» DATA RECORDS
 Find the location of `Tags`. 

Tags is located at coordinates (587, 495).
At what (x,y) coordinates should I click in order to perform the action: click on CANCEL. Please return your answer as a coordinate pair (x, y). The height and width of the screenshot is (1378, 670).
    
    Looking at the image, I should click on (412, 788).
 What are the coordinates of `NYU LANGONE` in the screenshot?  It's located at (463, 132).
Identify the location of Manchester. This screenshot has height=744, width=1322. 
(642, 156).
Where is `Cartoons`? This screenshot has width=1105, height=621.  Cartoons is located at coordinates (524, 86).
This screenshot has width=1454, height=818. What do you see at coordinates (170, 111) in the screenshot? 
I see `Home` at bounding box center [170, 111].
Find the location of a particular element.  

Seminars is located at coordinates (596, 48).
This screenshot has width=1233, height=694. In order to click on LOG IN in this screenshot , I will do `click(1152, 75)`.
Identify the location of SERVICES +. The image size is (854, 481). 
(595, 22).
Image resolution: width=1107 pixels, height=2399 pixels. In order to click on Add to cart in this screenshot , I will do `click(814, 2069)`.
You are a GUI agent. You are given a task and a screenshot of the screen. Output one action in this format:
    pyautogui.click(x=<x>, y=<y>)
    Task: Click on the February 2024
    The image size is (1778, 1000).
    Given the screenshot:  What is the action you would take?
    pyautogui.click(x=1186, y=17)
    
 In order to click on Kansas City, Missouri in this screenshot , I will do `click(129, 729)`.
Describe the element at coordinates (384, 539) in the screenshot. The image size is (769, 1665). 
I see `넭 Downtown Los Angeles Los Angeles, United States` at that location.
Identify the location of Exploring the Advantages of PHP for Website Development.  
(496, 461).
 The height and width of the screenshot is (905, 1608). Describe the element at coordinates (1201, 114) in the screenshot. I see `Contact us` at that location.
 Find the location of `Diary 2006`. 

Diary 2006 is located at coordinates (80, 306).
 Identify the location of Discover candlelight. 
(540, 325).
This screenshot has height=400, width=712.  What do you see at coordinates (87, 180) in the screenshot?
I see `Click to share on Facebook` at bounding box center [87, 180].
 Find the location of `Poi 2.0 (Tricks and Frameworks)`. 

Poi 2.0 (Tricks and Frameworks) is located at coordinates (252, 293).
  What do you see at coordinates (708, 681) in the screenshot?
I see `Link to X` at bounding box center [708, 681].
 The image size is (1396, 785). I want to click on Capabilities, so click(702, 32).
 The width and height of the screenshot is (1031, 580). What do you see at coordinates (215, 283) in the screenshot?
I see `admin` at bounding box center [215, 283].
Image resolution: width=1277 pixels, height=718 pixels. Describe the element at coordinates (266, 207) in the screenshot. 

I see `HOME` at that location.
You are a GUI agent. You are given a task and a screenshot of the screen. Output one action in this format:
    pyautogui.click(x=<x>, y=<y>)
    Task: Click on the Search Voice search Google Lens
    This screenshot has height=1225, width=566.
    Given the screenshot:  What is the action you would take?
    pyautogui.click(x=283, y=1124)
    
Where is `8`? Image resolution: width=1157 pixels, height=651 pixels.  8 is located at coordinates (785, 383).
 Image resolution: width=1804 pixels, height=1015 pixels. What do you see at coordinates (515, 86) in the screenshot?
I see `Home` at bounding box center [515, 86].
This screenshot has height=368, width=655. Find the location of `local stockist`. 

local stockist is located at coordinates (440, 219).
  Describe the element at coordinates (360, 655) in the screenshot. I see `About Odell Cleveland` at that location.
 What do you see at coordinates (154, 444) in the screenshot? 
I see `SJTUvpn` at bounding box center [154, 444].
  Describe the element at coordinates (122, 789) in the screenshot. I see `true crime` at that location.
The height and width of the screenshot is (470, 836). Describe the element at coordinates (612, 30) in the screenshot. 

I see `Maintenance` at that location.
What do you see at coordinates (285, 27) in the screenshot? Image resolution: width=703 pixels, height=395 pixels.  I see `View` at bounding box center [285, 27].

» EXERCISE BRIEF
Retype the listing above in full, with no alterations.

» REPLY
 Find the location of `Tags`. 

Tags is located at coordinates (587, 495).
At what (x,y) coordinates should I click in order to perform the action: click on CANCEL. Please return your answer as a coordinate pair (x, y). The height and width of the screenshot is (1378, 670).
    
    Looking at the image, I should click on (412, 788).
 What are the coordinates of `NYU LANGONE` in the screenshot?  It's located at (463, 132).
Identify the location of Manchester. This screenshot has height=744, width=1322. 
(642, 156).
Where is `Cartoons`? This screenshot has width=1105, height=621.  Cartoons is located at coordinates (524, 86).
This screenshot has width=1454, height=818. What do you see at coordinates (170, 111) in the screenshot? 
I see `Home` at bounding box center [170, 111].
Find the location of a particular element.  

Seminars is located at coordinates (596, 48).
This screenshot has width=1233, height=694. In order to click on LOG IN in this screenshot , I will do `click(1152, 75)`.
Identify the location of SERVICES +. The image size is (854, 481). 
(595, 22).
Image resolution: width=1107 pixels, height=2399 pixels. In order to click on Add to cart in this screenshot , I will do `click(814, 2069)`.
You are a GUI agent. You are given a task and a screenshot of the screen. Output one action in this format:
    pyautogui.click(x=<x>, y=<y>)
    Task: Click on the February 2024
    The image size is (1778, 1000).
    Given the screenshot:  What is the action you would take?
    pyautogui.click(x=1186, y=17)
    
 In order to click on Kansas City, Missouri in this screenshot , I will do `click(129, 729)`.
Describe the element at coordinates (384, 539) in the screenshot. The image size is (769, 1665). 
I see `넭 Downtown Los Angeles Los Angeles, United States` at that location.
Identify the location of Exploring the Advantages of PHP for Website Development.  
(496, 461).
 The height and width of the screenshot is (905, 1608). Describe the element at coordinates (1201, 114) in the screenshot. I see `Contact us` at that location.
 Find the location of `Diary 2006`. 

Diary 2006 is located at coordinates (80, 306).
 Identify the location of Discover candlelight. 
(540, 325).
This screenshot has height=400, width=712.  What do you see at coordinates (87, 180) in the screenshot?
I see `Click to share on Facebook` at bounding box center [87, 180].
 Find the location of `Poi 2.0 (Tricks and Frameworks)`. 

Poi 2.0 (Tricks and Frameworks) is located at coordinates (252, 293).
  What do you see at coordinates (708, 681) in the screenshot?
I see `Link to X` at bounding box center [708, 681].
 The image size is (1396, 785). I want to click on Capabilities, so click(702, 32).
 The width and height of the screenshot is (1031, 580). What do you see at coordinates (215, 283) in the screenshot?
I see `admin` at bounding box center [215, 283].
Image resolution: width=1277 pixels, height=718 pixels. Describe the element at coordinates (266, 207) in the screenshot. 

I see `HOME` at that location.
You are a GUI agent. You are given a task and a screenshot of the screen. Output one action in this format:
    pyautogui.click(x=<x>, y=<y>)
    Task: Click on the Search Voice search Google Lens
    This screenshot has height=1225, width=566.
    Given the screenshot:  What is the action you would take?
    pyautogui.click(x=283, y=1124)
    
Where is `8`? Image resolution: width=1157 pixels, height=651 pixels.  8 is located at coordinates (785, 383).
 Image resolution: width=1804 pixels, height=1015 pixels. What do you see at coordinates (515, 86) in the screenshot?
I see `Home` at bounding box center [515, 86].
This screenshot has height=368, width=655. Find the location of `local stockist`. 

local stockist is located at coordinates (440, 219).
  Describe the element at coordinates (360, 655) in the screenshot. I see `About Odell Cleveland` at that location.
 What do you see at coordinates (154, 444) in the screenshot? 
I see `SJTUvpn` at bounding box center [154, 444].
  Describe the element at coordinates (122, 789) in the screenshot. I see `true crime` at that location.
The height and width of the screenshot is (470, 836). Describe the element at coordinates (612, 30) in the screenshot. 

I see `Maintenance` at that location.
What do you see at coordinates (285, 27) in the screenshot? Image resolution: width=703 pixels, height=395 pixels.  I see `View` at bounding box center [285, 27].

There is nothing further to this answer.